31 st Sunday in Ordinary Time – B
The scriptures of the New Testament give us two very different portraits of Jesus today – the gospel gives us a portrait of Jesus the rabbi, and the letter to the Hebrews gives us a portrait of Jesus the priest.
As a rabbi, Jesus was both a scholar and a teacher of the law, and his dialogue with the scribe in today's gospel shows his ability to hold his own in the type of intellectual sparring that is typical of those whose lives are lived in the world of scholarship and academia.
The portrait of Jesus the priest is one that is very different, however.
The priesthood of Jesus was not one in which he received sacrifices offered by the people –such as livestock, grain, or incense – which he would offer on their behalf.
The priesthood of Jesus was one in which he offered his very self – his body, his life, his love – as a sacrifice on our behalf, and not in a way that needed to be repeated because the sacrifice was imperfect, but rather in a way that accomplished our salvation once and for all.
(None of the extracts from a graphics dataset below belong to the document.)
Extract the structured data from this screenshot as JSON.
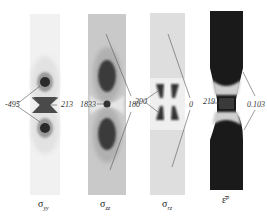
{
  "figure": {
    "panels": [
      {
        "id": "syy",
        "caption_symbol": "σ",
        "caption_sub": "yy",
        "value_labels": [
          "-495",
          "213"
        ]
      },
      {
        "id": "szz",
        "caption_symbol": "σ",
        "caption_sub": "zz",
        "value_labels": [
          "1833",
          "180"
        ]
      },
      {
        "id": "srz",
        "caption_symbol": "σ",
        "caption_sub": "rz",
        "value_labels": [
          "390",
          "0"
        ]
      },
      {
        "id": "ep",
        "caption_symbol": "ε̄",
        "caption_sub": "p",
        "value_labels": [
          "219",
          "0.103"
        ]
      }
    ]
  }
}
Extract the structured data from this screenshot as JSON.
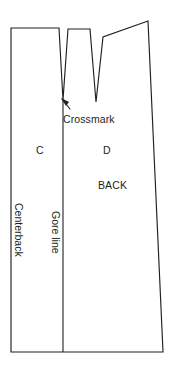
{
  "figure": {
    "name": "sewing-pattern-back-piece",
    "background_color": "#ffffff",
    "line_color": "#231f20",
    "width": 174,
    "height": 368
  },
  "labels": {
    "crossmark": "Crossmark",
    "panel_c": "C",
    "panel_d": "D",
    "back": "BACK",
    "centerback": "Centerback",
    "gore_line": "Gore line"
  },
  "icons": {
    "pointer_arrow": "arrow-up-left-icon"
  },
  "geometry": {
    "outline_points": "11,28 59,28 63,100 68,29 90,29 96,102 103,37 148,21 163,352 11,352",
    "gore_line": "63,100 63,352",
    "arrow_shaft": "70,109 62,99",
    "arrow_head": "61,98 69,102 66,106"
  }
}
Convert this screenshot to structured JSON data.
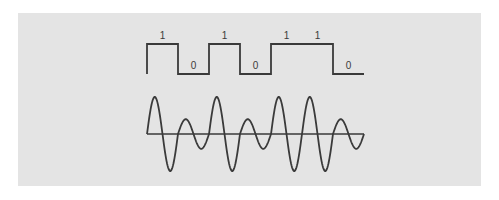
{
  "diagram": {
    "digital_signal": {
      "bits": [
        "1",
        "0",
        "1",
        "0",
        "1",
        "1",
        "0"
      ]
    },
    "analog_signal": {
      "modulation": "amplitude",
      "cycles_per_bit": 1,
      "amplitude_for_bit": {
        "1": 1.0,
        "0": 0.4
      }
    },
    "colors": {
      "background": "#e4e4e4",
      "line": "#3a3a3a"
    }
  }
}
This priesthood is one we are all called to share in a variety of ways.
We all share in the fruit of the sacrifice offered by Jesus the priest in the sacraments – beginning with our Baptism, and then in every one of the other sacraments, we share in the life-giving grace of Jesus' saving sacrifice in which he was both the priest and the victim.
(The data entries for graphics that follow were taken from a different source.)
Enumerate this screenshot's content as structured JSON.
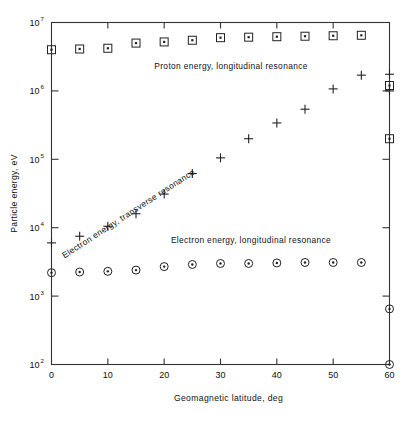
{
  "figure": {
    "title": "",
    "background": "#ffffff",
    "ink_color": "#222222"
  },
  "axes": {
    "x": {
      "label": "Geomagnetic latitude, deg",
      "ticks": [
        "0",
        "10",
        "20",
        "30",
        "40",
        "50",
        "60"
      ],
      "min": 0,
      "max": 60
    },
    "y": {
      "label": "Particle energy, eV",
      "tick_mantissa": "10",
      "tick_exponents": [
        "2",
        "3",
        "4",
        "5",
        "6",
        "7"
      ],
      "min": 100,
      "max": 10000000,
      "scale": "log"
    }
  },
  "annotations": [
    {
      "name": "proton-longitudinal-label",
      "text": "Proton energy, longitudinal resonance",
      "rotation": 0
    },
    {
      "name": "electron-transverse-label",
      "text": "Electron energy, transverse resonance",
      "rotation": -30
    },
    {
      "name": "electron-longitudinal-label",
      "text": "Electron energy, longitudinal resonance",
      "rotation": 0
    }
  ],
  "chart_data": {
    "type": "scatter",
    "title": "",
    "xlabel": "Geomagnetic latitude, deg",
    "ylabel": "Particle energy, eV",
    "xlim": [
      0,
      60
    ],
    "ylim": [
      100,
      10000000
    ],
    "yscale": "log",
    "grid": false,
    "legend": "inline-annotations",
    "series": [
      {
        "name": "Proton energy, longitudinal resonance",
        "marker": "square-dot",
        "x": [
          0,
          5,
          10,
          15,
          20,
          25,
          30,
          35,
          40,
          45,
          50,
          55,
          60,
          60
        ],
        "y": [
          4000000.0,
          4100000.0,
          4200000.0,
          5000000.0,
          5200000.0,
          5500000.0,
          6000000.0,
          6100000.0,
          6200000.0,
          6300000.0,
          6400000.0,
          6500000.0,
          1200000.0,
          200000.0
        ]
      },
      {
        "name": "Electron energy, transverse resonance",
        "marker": "plus",
        "x": [
          0,
          5,
          10,
          15,
          20,
          25,
          30,
          35,
          40,
          45,
          50,
          55,
          60,
          60
        ],
        "y": [
          6000.0,
          7500.0,
          10500.0,
          16000.0,
          31000.0,
          62000.0,
          105000.0,
          200000.0,
          340000.0,
          540000.0,
          1070000.0,
          1700000.0,
          1750000.0,
          1000000.0
        ]
      },
      {
        "name": "Electron energy, longitudinal resonance",
        "marker": "circle-dot",
        "x": [
          0,
          5,
          10,
          15,
          20,
          25,
          30,
          35,
          40,
          45,
          50,
          55,
          60,
          60
        ],
        "y": [
          2200.0,
          2250.0,
          2300.0,
          2400.0,
          2700.0,
          2900.0,
          3000.0,
          3000.0,
          3050.0,
          3100.0,
          3100.0,
          3100.0,
          650.0,
          100.0
        ]
      }
    ]
  }
}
Once we become literally “other Christs,” anointed ones, in the sacrament of Baptism, we share in the priesthood of Jesus in a number of other ways.
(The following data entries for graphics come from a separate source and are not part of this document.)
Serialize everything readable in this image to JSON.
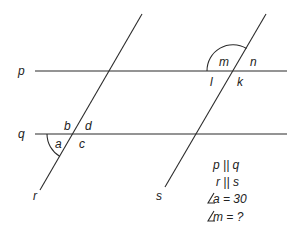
{
  "diagram": {
    "lines": {
      "p": {
        "label": "p"
      },
      "q": {
        "label": "q"
      },
      "r": {
        "label": "r"
      },
      "s": {
        "label": "s"
      }
    },
    "angles_at_r_q": {
      "a": "a",
      "b": "b",
      "c": "c",
      "d": "d"
    },
    "angles_at_s_p": {
      "m": "m",
      "n": "n",
      "l": "l",
      "k": "k"
    },
    "given": [
      "p || q",
      "r || s",
      "∠a = 30",
      "∠m = ?"
    ],
    "given_display": {
      "line1": "p || q",
      "line2": "r || s",
      "line3_angle": "a = 30",
      "line4_angle": "m = ?"
    },
    "colors": {
      "stroke": "#2b2b2b",
      "text": "#222222",
      "background": "#ffffff"
    }
  }
}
In our prayer, both our personal prayer and the prayer we offer with the Church, especially in our celebration of the Eucharist, we offer a sacrifice of praise and thanksgiving, a sacrifice of petition and intercession, to our Father in heaven.
On our service to others, wherever that service is offered, we offer a sacrifice of our time and energy, our talent and our attention, on behalf of others, just as Jesus offered his entire life for the sake of our salvation.
Perhaps most importantly, when we make a decision to die to ourselves and to live for God and for others, then we are united most closely with the person of Jesus Christ who is our priest.
With the people of the Jewish and Muslim faiths, we respect and revere teachers who are learned as wise, as we see in the portrait of Jesus the rabbi in today's gospel.
But only in Christianity do we acclaim the Son of God to be our Savior because he is our priest.
In a world in which people sometimes seem to have an insatiable desire to distinguish themselves from others in a way that casts them in a favorable light, perhaps what the image of Jesus the priest calls us to is a life of distinguishing ourselves from others by our selflessness, our generosity, our willingness to be free of concern for ourselves so that we might live totally for God and for our neighbor.
This is how Jesus distinguished himself among his contemporaries.
This is how the saints distinguished themselves among their contemporaries.
May the image of Jesus the priest inspire us today to have no greater aspiration than to live in such a way as be to be known among our contemporaries as people who live totally for God and for the good of others.